To register for Starting Point, click here!
Kate was trying to get a sense of where she belonged. She’d spent years wrestling with the picture of God she’d developed as a child, an image that didn’t line up with her adult beliefs. The God she’d learned about growing up valued good behavior and favored those who followed a set of rules. In her heart, though, Kate sensed that God was full of grace and forgiveness.
She was trying out different churches when she visited Hoboken Grace last spring.
“I belonged to another church growing up and I missed being able to practice faith,” Kate said.
There was another reason Kate had started going to church again, too. In addition to looking for answers about who God was, Kate was trying to figure out more about who she was. It was something that had come up as she began thinking about dating again.
“I didn’t know how to date, or who I was as a single person, or any of that stuff, and I was kind of going to church because I needed to find myself first before I could put myself out there again,” she said.
So when she walked into Hoboken Grace for the first time, it seemed like too much of a coincidence that Pastor Chris was in the middle of a series about dating and relationships.
“The first one I walked into, he was talking about sex,” Kate said. “I was like, oh, this doesn’t happen in church, I’ve never heard this before. But it was the exact thing that I needed to hear.”
She took it as a sign that church could be different from what’d she’d known growing up.
“They were saying all the things that I needed to hear, in the right context, in the right tone, and in a way that I understand,” she said. “It [church] felt like it’s not about rules, and about when to stand up and sit down, or memorizing a certain prayer, it’s about being there.”
Soon after she started attending regularly, Kate got an email about Starting Point, a class that promised “answers to questions” about faith. It sounded like a good way to meet people at Hoboken Grace, she thought.
The class, which meets weekly for eight sessions, is meant to facilitate a conversation about different aspects of faith. The program is designed by Pastor Andy Stanley and incorporates a book, videos and discussion questions. It’s meant to be a safe environment where people can ask any questions, regardless of where they are on their faith journey.
As the class got underway, Kate turned to one of the first pages in the book. A fill-in-the-blank question that asked what she wanted to get out of the class. Kate instantly thought back to the messages about faith she’d learned as a child.
“My faith was surrounded by religion, and that religion had a conditional membership,” she wrote. “And I believe that love and faith is unconditional, and that’s what I’m hoping to find here.”
She found what she was looking for in Chapter 3, in a section that delves into the idea of earning God’s approval through the right choices and actions.
“Grace is just something we’ve been given,” Kate says the book explained “And it’s unconditional in that it’s not something that we have to earn; it’s something that’s been extended to us. And I should always strive to be the best person that I can be, but if I make a mistake, I’m not a sinner in the eyes of an angry God who’s going to punish me.”
It was a stark contrast to what Kate had learned as a child, and a message that kept appearing over and over again throughout the book.
And finally, she thought, she’d found a place in faith where her heart could belong.
Starting Point is a casual, 8-week get-together of individuals learning about their story and how it fits into God’s. It’s for those who are brand new to faith, returning to it, or just have questions and doubts.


* _Exercise details_
This calls for a word-for-word copy of all the data, with each picture removed.

[Collection entries]
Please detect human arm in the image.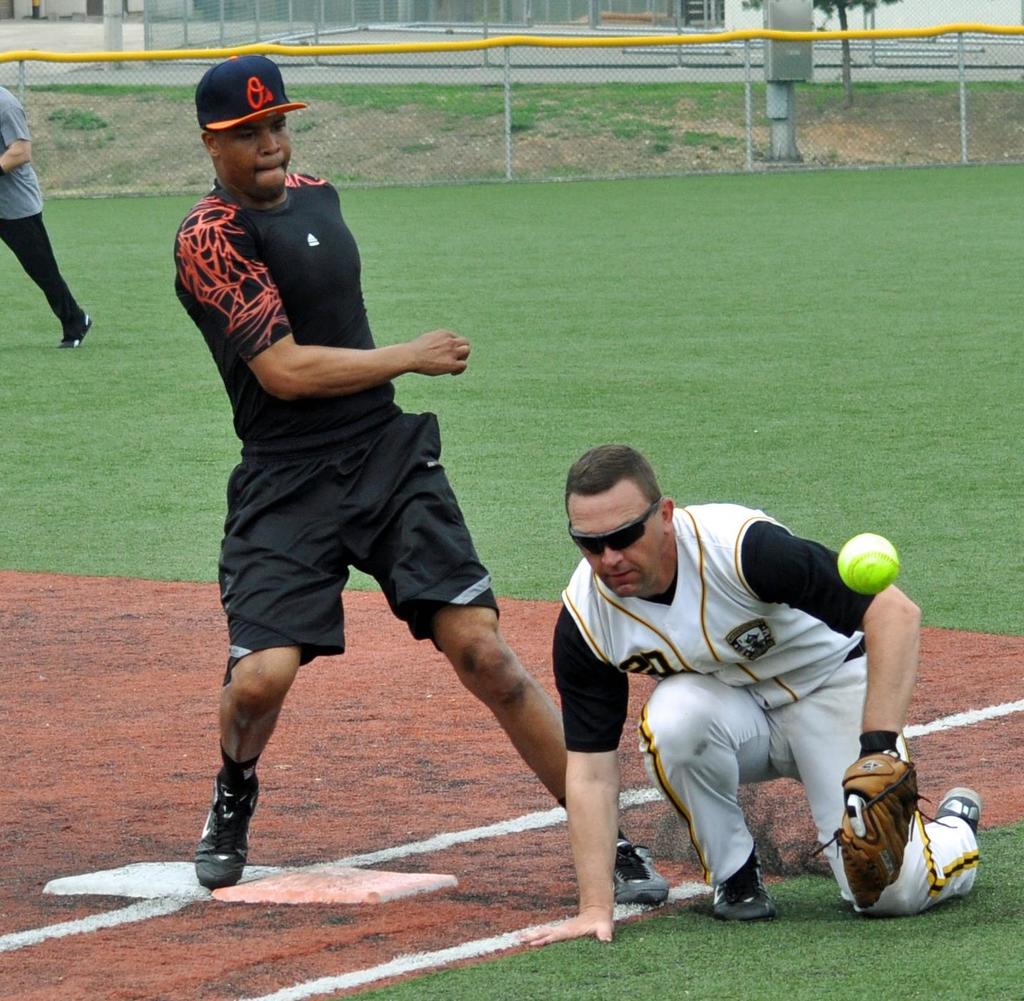
{"x1": 512, "y1": 611, "x2": 629, "y2": 951}.
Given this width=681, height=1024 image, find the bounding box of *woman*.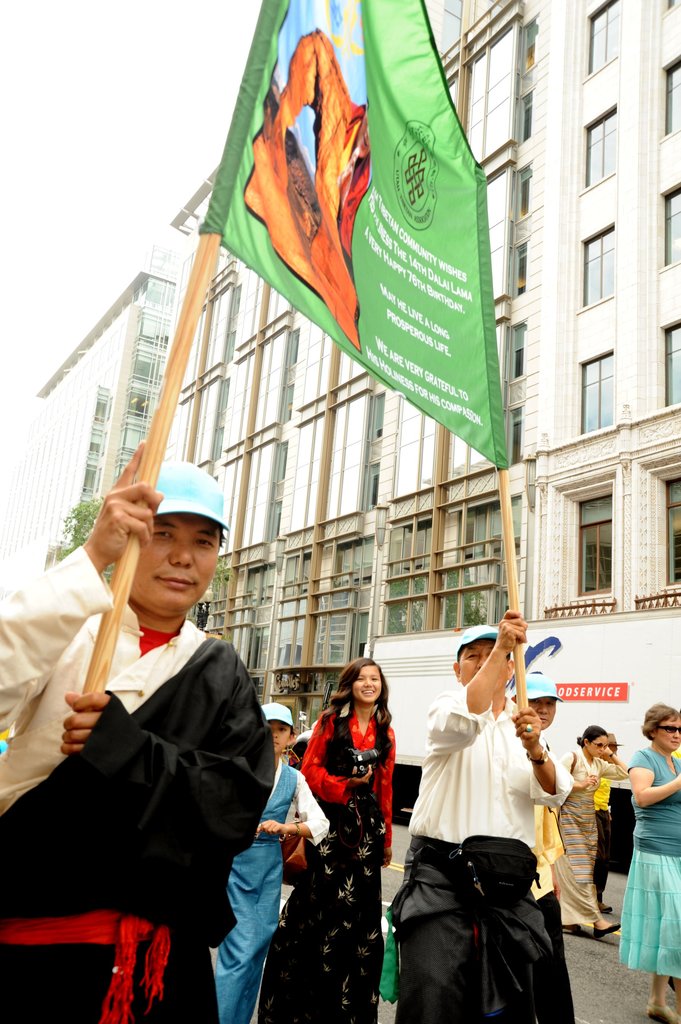
region(275, 658, 396, 1023).
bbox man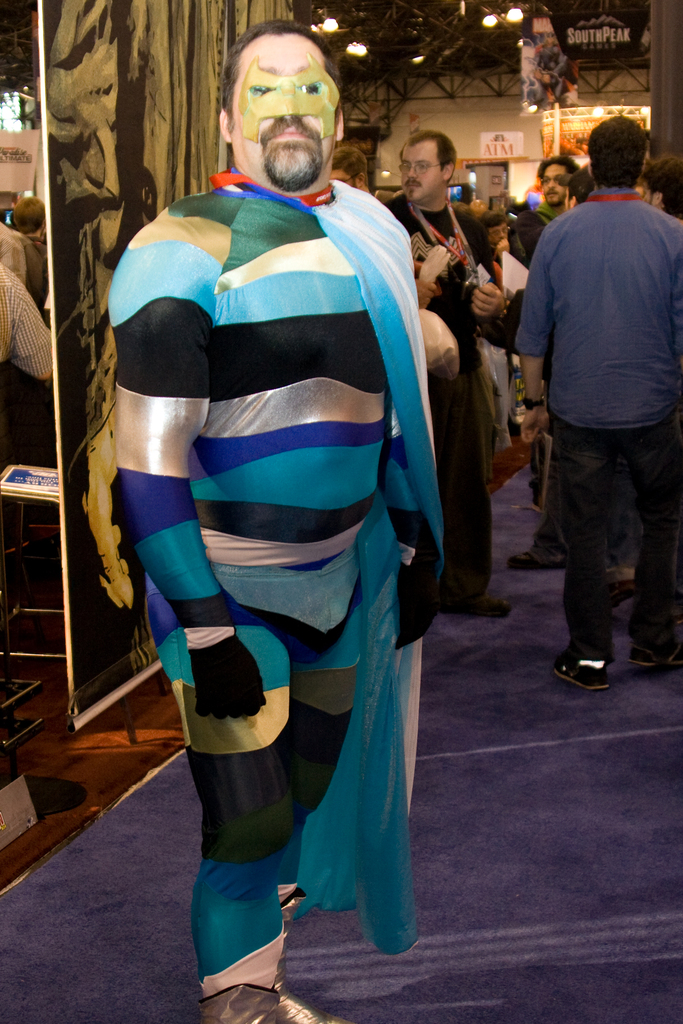
524 113 682 699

* _Problem solution_
Please detect human arm in the image.
{"x1": 512, "y1": 611, "x2": 629, "y2": 951}.
Given this width=681, height=1024 image, find the bounding box of *woman*.
region(275, 658, 396, 1023).
bbox man
524 113 682 699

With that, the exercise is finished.